‘I know they’re strong and can invade and kill anyone. But they can’t break or occupy my words.’
Rafael Narvalalıntı yaptı3 ay önce
‘If I write love poems, I resist the conditions that don’t allow me to write love poems.’
Rafael Narvalalıntı yaptı3 ay önce
Poetry cannot afford ‘to lose its fundamentally self-delighting inventiveness, its joy in being a process of language as well as a representation of things in the world.’
Rafael Narvalalıntı yaptı3 ay önce
‘In the midst of what is going on now, it is hard, when you sit down at a desk, to feel that morning after morning spent fiddling with words and rhythms is a justified activity.’
Arooma Zehraalıntı yaptı6 ay önce
I didn’t see Jews as devils or angels, but as human beings. I always humanise the other. I will continue to humanise the enemy. Poems take the side of love not war.
Arooma Zehraalıntı yaptı6 ay önce
‘If you go on writing such poetry,’ he said, ‘I’ll stop your father working in the quarry.’7
So of course he went on.
Arooma Zehraalıntı yaptı6 ay önce
One thing that occupation does is threaten a sense of self:
Arooma Zehraalıntı yaptı6 ay önce
‘I carry exile everywhere, as I carry my homeland,’ Darwish said once. ‘Exile is not a geographic state.’
.alıntı yaptı2 yıl önce
Haifa says to me: ‘From now on, you are you!’
.alıntı yaptı2 yıl önce
Did somebody once say that the master of words is the master of place? This is neither vanity nor a game. It is the poet’s way of defending the value of words, and the stability of place in a language which is vowelised and therefore mobile.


▸ **EXERCISE REQUIREMENTS**:
Return all the lines below exactly. Any picture among them is omitted.

______________________________

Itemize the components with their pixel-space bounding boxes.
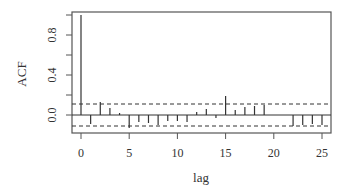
y-tick-label: 0.8 — [45, 28, 59, 43]
y-tick-label: 0.0 — [45, 108, 59, 123]
x-tick-label: 25 — [316, 146, 328, 160]
x-tick-label: 5 — [126, 146, 132, 160]
plot-area: 05101520250.00.40.8 — [45, 12, 331, 160]
x-tick-label: 20 — [268, 146, 280, 160]
x-axis-label: lag — [193, 170, 209, 185]
y-axis-label: ACF — [14, 61, 29, 86]
x-tick-label: 15 — [220, 146, 232, 160]
x-tick-label: 10 — [171, 146, 183, 160]
x-tick-label: 0 — [78, 146, 84, 160]
acf-chart: 05101520250.00.40.8 lag ACF — [0, 0, 347, 196]
y-tick-label: 0.4 — [45, 68, 59, 83]
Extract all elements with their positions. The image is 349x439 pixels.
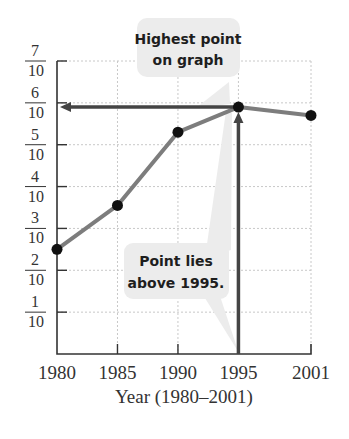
y-tick-denominator: 10	[28, 188, 44, 205]
callout-text-point: Point lies	[139, 253, 213, 269]
y-tick-denominator: 10	[28, 104, 44, 121]
x-axis-labels: 19801985199019952001	[38, 362, 330, 383]
x-tick-label: 2001	[292, 362, 330, 383]
grid-lines	[57, 61, 311, 354]
callout-pointer	[196, 82, 230, 108]
callout-highest-point	[137, 18, 240, 77]
x-axis-title: Year (1980–2001)	[115, 386, 253, 408]
y-tick-numerator: 6	[31, 84, 39, 101]
data-points	[52, 102, 317, 255]
x-tick-label: 1985	[98, 362, 136, 383]
x-tick-label: 1980	[38, 362, 76, 383]
x-tick-label: 1995	[219, 362, 257, 383]
y-axis-labels: 110210310410510610710	[25, 42, 46, 330]
y-tick-denominator: 10	[28, 62, 44, 79]
axis-lines	[57, 61, 311, 354]
y-tick-denominator: 10	[28, 146, 44, 163]
y-tick-numerator: 1	[31, 293, 39, 310]
data-point	[233, 102, 244, 113]
arrow-head-up-icon	[233, 112, 243, 123]
y-tick-numerator: 3	[31, 209, 39, 226]
callout-pointer-down	[200, 290, 238, 352]
y-tick-denominator: 10	[28, 313, 44, 330]
y-tick-numerator: 4	[31, 168, 39, 185]
callout-text-highest: on graph	[153, 52, 224, 68]
line-chart: Highest pointon graphPoint liesabove 199…	[0, 0, 349, 439]
callout-pointer-up	[205, 111, 232, 258]
y-tick-numerator: 2	[31, 251, 39, 268]
callouts: Highest pointon graphPoint liesabove 199…	[124, 18, 242, 352]
y-tick-numerator: 7	[31, 42, 39, 59]
callout-text-point: above 1995.	[128, 275, 225, 291]
data-series	[57, 107, 311, 249]
data-point	[306, 110, 317, 121]
y-tick-denominator: 10	[28, 229, 44, 246]
y-tick-numerator: 5	[31, 126, 39, 143]
x-tick-label: 1990	[159, 362, 197, 383]
axes	[57, 61, 311, 354]
y-tick-denominator: 10	[28, 271, 44, 288]
callout-text-highest: Highest point	[135, 31, 242, 47]
data-point	[112, 200, 123, 211]
series-line	[57, 107, 311, 249]
data-point	[172, 127, 183, 138]
data-point	[52, 244, 63, 255]
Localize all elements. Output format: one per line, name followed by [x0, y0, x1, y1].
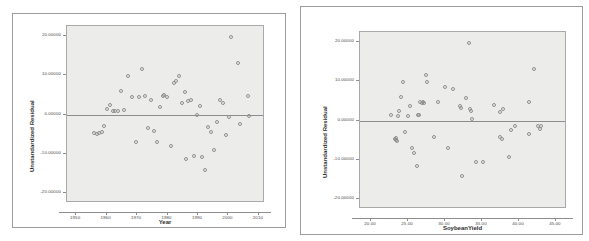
reference-line-zero-left	[67, 115, 263, 116]
data-point	[116, 109, 120, 113]
data-point	[229, 35, 233, 39]
y-axis-tick	[356, 159, 359, 160]
data-point	[467, 41, 471, 45]
data-point	[417, 113, 421, 117]
data-point	[221, 101, 225, 105]
data-point	[119, 89, 123, 93]
y-axis-tick-label: 10.00000	[26, 71, 61, 76]
x-axis-title-right: SoybeanYield	[359, 225, 566, 231]
data-point	[507, 155, 511, 159]
data-point	[397, 109, 401, 113]
y-axis-tick	[356, 198, 359, 199]
data-point	[140, 67, 144, 71]
data-point	[469, 109, 473, 113]
y-axis-tick-label: -20.00000	[26, 189, 61, 194]
data-point	[509, 128, 513, 132]
data-point	[105, 107, 109, 111]
y-axis-tick	[63, 35, 66, 36]
data-point	[399, 95, 403, 99]
plot-area-right	[359, 31, 566, 208]
data-point	[500, 137, 504, 141]
chart-frame-left: 20.0000010.000000.00000-10.00000-20.0000…	[12, 13, 286, 228]
data-point	[206, 125, 210, 129]
data-point	[401, 80, 405, 84]
y-axis-tick	[63, 153, 66, 154]
y-axis-tick	[63, 74, 66, 75]
data-point	[408, 104, 412, 108]
data-point	[532, 67, 536, 71]
data-point	[137, 95, 141, 99]
data-point	[184, 157, 188, 161]
data-point	[464, 96, 468, 100]
data-point	[424, 73, 428, 77]
data-point	[169, 144, 173, 148]
data-point	[474, 160, 478, 164]
data-point	[539, 124, 543, 128]
data-point	[152, 129, 156, 133]
data-point	[212, 148, 216, 152]
data-point	[451, 87, 455, 91]
data-point	[177, 74, 181, 78]
data-point	[395, 139, 399, 143]
y-axis-tick	[63, 114, 66, 115]
reference-line-zero-right	[360, 121, 565, 122]
data-point	[460, 174, 464, 178]
y-axis-tick-label: 10.00000	[319, 77, 354, 82]
data-point	[165, 95, 169, 99]
data-point	[498, 110, 502, 114]
data-point	[492, 103, 496, 107]
data-point	[446, 146, 450, 150]
y-axis-tick	[356, 80, 359, 81]
x-axis-line-left	[59, 212, 271, 213]
y-axis-tick	[356, 120, 359, 121]
data-point	[236, 61, 240, 65]
data-point	[122, 108, 126, 112]
data-point	[459, 106, 463, 110]
data-point	[195, 113, 199, 117]
y-axis-tick	[356, 41, 359, 42]
data-point	[158, 105, 162, 109]
y-axis-title-right: Unstandardized Residual	[322, 106, 328, 178]
data-point	[146, 126, 150, 130]
data-point	[203, 168, 207, 172]
data-point	[238, 122, 242, 126]
data-point	[513, 124, 517, 128]
data-point	[422, 101, 426, 105]
data-point	[432, 135, 436, 139]
y-axis-tick-label: -20.00000	[319, 195, 354, 200]
y-axis-title-left: Unstandardized Residual	[29, 100, 35, 172]
data-point	[198, 104, 202, 108]
data-point	[527, 132, 531, 136]
data-point	[425, 80, 429, 84]
y-axis-tick	[63, 192, 66, 193]
data-point	[143, 94, 147, 98]
chart-frame-right: 20.0000010.000000.00000-10.00000-20.0000…	[300, 6, 583, 235]
data-point	[443, 85, 447, 89]
data-point	[412, 151, 416, 155]
data-point	[389, 113, 393, 117]
data-point	[415, 164, 419, 168]
data-point	[247, 114, 251, 118]
data-point	[227, 115, 231, 119]
y-axis-tick-label: 20.00000	[26, 32, 61, 37]
data-point	[215, 120, 219, 124]
data-point	[130, 95, 134, 99]
data-point	[180, 101, 184, 105]
data-point	[200, 155, 204, 159]
figure-page: 20.0000010.000000.00000-10.00000-20.0000…	[0, 0, 589, 241]
data-point	[410, 146, 414, 150]
data-point	[149, 98, 153, 102]
data-point	[436, 100, 440, 104]
data-point	[174, 79, 178, 83]
data-point	[209, 130, 213, 134]
data-point	[246, 94, 250, 98]
data-point	[224, 133, 228, 137]
x-axis-title-left: Year	[66, 219, 264, 225]
data-point	[396, 114, 400, 118]
y-axis-tick-label: 20.00000	[319, 38, 354, 43]
data-point	[189, 98, 193, 102]
data-point	[481, 160, 485, 164]
data-point	[192, 154, 196, 158]
data-point	[470, 117, 474, 121]
data-point	[100, 130, 104, 134]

______________________________

▸ **SOLUTION TO THIS EXERCISE**:
Itemize the components with their pixel-space bounding boxes.
y-tick-label: 0.8 — [45, 28, 59, 43]
y-tick-label: 0.0 — [45, 108, 59, 123]
x-tick-label: 25 — [316, 146, 328, 160]
x-tick-label: 5 — [126, 146, 132, 160]
plot-area: 05101520250.00.40.8 — [45, 12, 331, 160]
x-tick-label: 20 — [268, 146, 280, 160]
x-axis-label: lag — [193, 170, 209, 185]
y-axis-label: ACF — [14, 61, 29, 86]
x-tick-label: 15 — [220, 146, 232, 160]
x-tick-label: 10 — [171, 146, 183, 160]
x-tick-label: 0 — [78, 146, 84, 160]
acf-chart: 05101520250.00.40.8 lag ACF — [0, 0, 347, 196]
y-tick-label: 0.4 — [45, 68, 59, 83]
Extract all elements with their positions. The image is 349x439 pixels.
y-tick-denominator: 10	[28, 188, 44, 205]
callout-text-point: Point lies	[139, 253, 213, 269]
y-tick-denominator: 10	[28, 104, 44, 121]
x-axis-labels: 19801985199019952001	[38, 362, 330, 383]
x-tick-label: 2001	[292, 362, 330, 383]
grid-lines	[57, 61, 311, 354]
callout-pointer	[196, 82, 230, 108]
callout-highest-point	[137, 18, 240, 77]
x-axis-title: Year (1980–2001)	[115, 386, 253, 408]
y-tick-numerator: 6	[31, 84, 39, 101]
data-points	[52, 102, 317, 255]
x-tick-label: 1985	[98, 362, 136, 383]
x-tick-label: 1980	[38, 362, 76, 383]
x-tick-label: 1995	[219, 362, 257, 383]
y-axis-labels: 110210310410510610710	[25, 42, 46, 330]
y-tick-denominator: 10	[28, 62, 44, 79]
axis-lines	[57, 61, 311, 354]
y-tick-denominator: 10	[28, 146, 44, 163]
y-tick-numerator: 1	[31, 293, 39, 310]
data-point	[233, 102, 244, 113]
arrow-head-up-icon	[233, 112, 243, 123]
y-tick-numerator: 3	[31, 209, 39, 226]
callout-pointer-down	[200, 290, 238, 352]
y-tick-denominator: 10	[28, 313, 44, 330]
y-tick-numerator: 4	[31, 168, 39, 185]
callout-text-highest: on graph	[153, 52, 224, 68]
line-chart: Highest pointon graphPoint liesabove 199…	[0, 0, 349, 439]
callout-pointer-up	[205, 111, 232, 258]
y-tick-numerator: 2	[31, 251, 39, 268]
callouts: Highest pointon graphPoint liesabove 199…	[124, 18, 242, 352]
y-tick-numerator: 7	[31, 42, 39, 59]
callout-text-point: above 1995.	[128, 275, 225, 291]
data-series	[57, 107, 311, 249]
data-point	[306, 110, 317, 121]
y-tick-denominator: 10	[28, 229, 44, 246]
y-tick-numerator: 5	[31, 126, 39, 143]
x-tick-label: 1990	[159, 362, 197, 383]
axes	[57, 61, 311, 354]
y-tick-denominator: 10	[28, 271, 44, 288]
callout-text-highest: Highest point	[135, 31, 242, 47]
data-point	[112, 200, 123, 211]
series-line	[57, 107, 311, 249]
data-point	[172, 127, 183, 138]
data-point	[52, 244, 63, 255]
Localize all elements. Output format: one per line, name followed by [x0, y0, x1, y1].
reference-line-zero-left	[67, 115, 263, 116]
data-point	[116, 109, 120, 113]
data-point	[229, 35, 233, 39]
y-axis-tick	[356, 159, 359, 160]
data-point	[467, 41, 471, 45]
data-point	[417, 113, 421, 117]
data-point	[221, 101, 225, 105]
data-point	[119, 89, 123, 93]
y-axis-tick-label: 10.00000	[26, 71, 61, 76]
x-axis-title-right: SoybeanYield	[359, 225, 566, 231]
data-point	[507, 155, 511, 159]
data-point	[397, 109, 401, 113]
y-axis-tick	[356, 198, 359, 199]
data-point	[140, 67, 144, 71]
data-point	[469, 109, 473, 113]
y-axis-tick-label: -20.00000	[26, 189, 61, 194]
data-point	[509, 128, 513, 132]
data-point	[105, 107, 109, 111]
y-axis-tick	[63, 35, 66, 36]
data-point	[399, 95, 403, 99]
plot-area-right	[359, 31, 566, 208]
data-point	[500, 137, 504, 141]
chart-frame-left: 20.0000010.000000.00000-10.00000-20.0000…	[12, 13, 286, 228]
data-point	[206, 125, 210, 129]
data-point	[401, 80, 405, 84]
y-axis-tick	[63, 153, 66, 154]
y-axis-tick	[63, 74, 66, 75]
data-point	[408, 104, 412, 108]
data-point	[532, 67, 536, 71]
data-point	[137, 95, 141, 99]
data-point	[184, 157, 188, 161]
data-point	[464, 96, 468, 100]
data-point	[424, 73, 428, 77]
data-point	[169, 144, 173, 148]
data-point	[474, 160, 478, 164]
data-point	[539, 124, 543, 128]
data-point	[152, 129, 156, 133]
data-point	[212, 148, 216, 152]
data-point	[451, 87, 455, 91]
data-point	[177, 74, 181, 78]
data-point	[395, 139, 399, 143]
y-axis-tick	[63, 114, 66, 115]
reference-line-zero-right	[360, 121, 565, 122]
data-point	[460, 174, 464, 178]
y-axis-tick-label: 10.00000	[319, 77, 354, 82]
data-point	[165, 95, 169, 99]
data-point	[498, 110, 502, 114]
data-point	[492, 103, 496, 107]
data-point	[446, 146, 450, 150]
y-axis-tick	[356, 80, 359, 81]
x-axis-line-left	[59, 212, 271, 213]
y-axis-tick	[356, 120, 359, 121]
data-point	[236, 61, 240, 65]
data-point	[122, 108, 126, 112]
data-point	[459, 106, 463, 110]
data-point	[195, 113, 199, 117]
y-axis-tick	[356, 41, 359, 42]
data-point	[158, 105, 162, 109]
y-axis-title-right: Unstandardized Residual	[322, 106, 328, 178]
data-point	[146, 126, 150, 130]
data-point	[203, 168, 207, 172]
data-point	[238, 122, 242, 126]
data-point	[513, 124, 517, 128]
data-point	[422, 101, 426, 105]
data-point	[432, 135, 436, 139]
y-axis-tick-label: -20.00000	[319, 195, 354, 200]
y-axis-title-left: Unstandardized Residual	[29, 100, 35, 172]
data-point	[198, 104, 202, 108]
data-point	[527, 132, 531, 136]
data-point	[425, 80, 429, 84]
y-axis-tick	[63, 192, 66, 193]
data-point	[143, 94, 147, 98]
chart-frame-right: 20.0000010.000000.00000-10.00000-20.0000…	[300, 6, 583, 235]
data-point	[443, 85, 447, 89]
data-point	[412, 151, 416, 155]
data-point	[389, 113, 393, 117]
data-point	[415, 164, 419, 168]
data-point	[247, 114, 251, 118]
data-point	[227, 115, 231, 119]
y-axis-tick-label: 20.00000	[26, 32, 61, 37]
data-point	[215, 120, 219, 124]
data-point	[130, 95, 134, 99]
data-point	[180, 101, 184, 105]
data-point	[200, 155, 204, 159]
figure-page: 20.0000010.000000.00000-10.00000-20.0000…	[0, 0, 589, 241]
data-point	[410, 146, 414, 150]
data-point	[149, 98, 153, 102]
data-point	[436, 100, 440, 104]
data-point	[174, 79, 178, 83]
data-point	[209, 130, 213, 134]
data-point	[246, 94, 250, 98]
data-point	[224, 133, 228, 137]
x-axis-title-left: Year	[66, 219, 264, 225]
data-point	[396, 114, 400, 118]
y-axis-tick-label: 20.00000	[319, 38, 354, 43]
data-point	[189, 98, 193, 102]
data-point	[481, 160, 485, 164]
data-point	[192, 154, 196, 158]
data-point	[470, 117, 474, 121]
data-point	[100, 130, 104, 134]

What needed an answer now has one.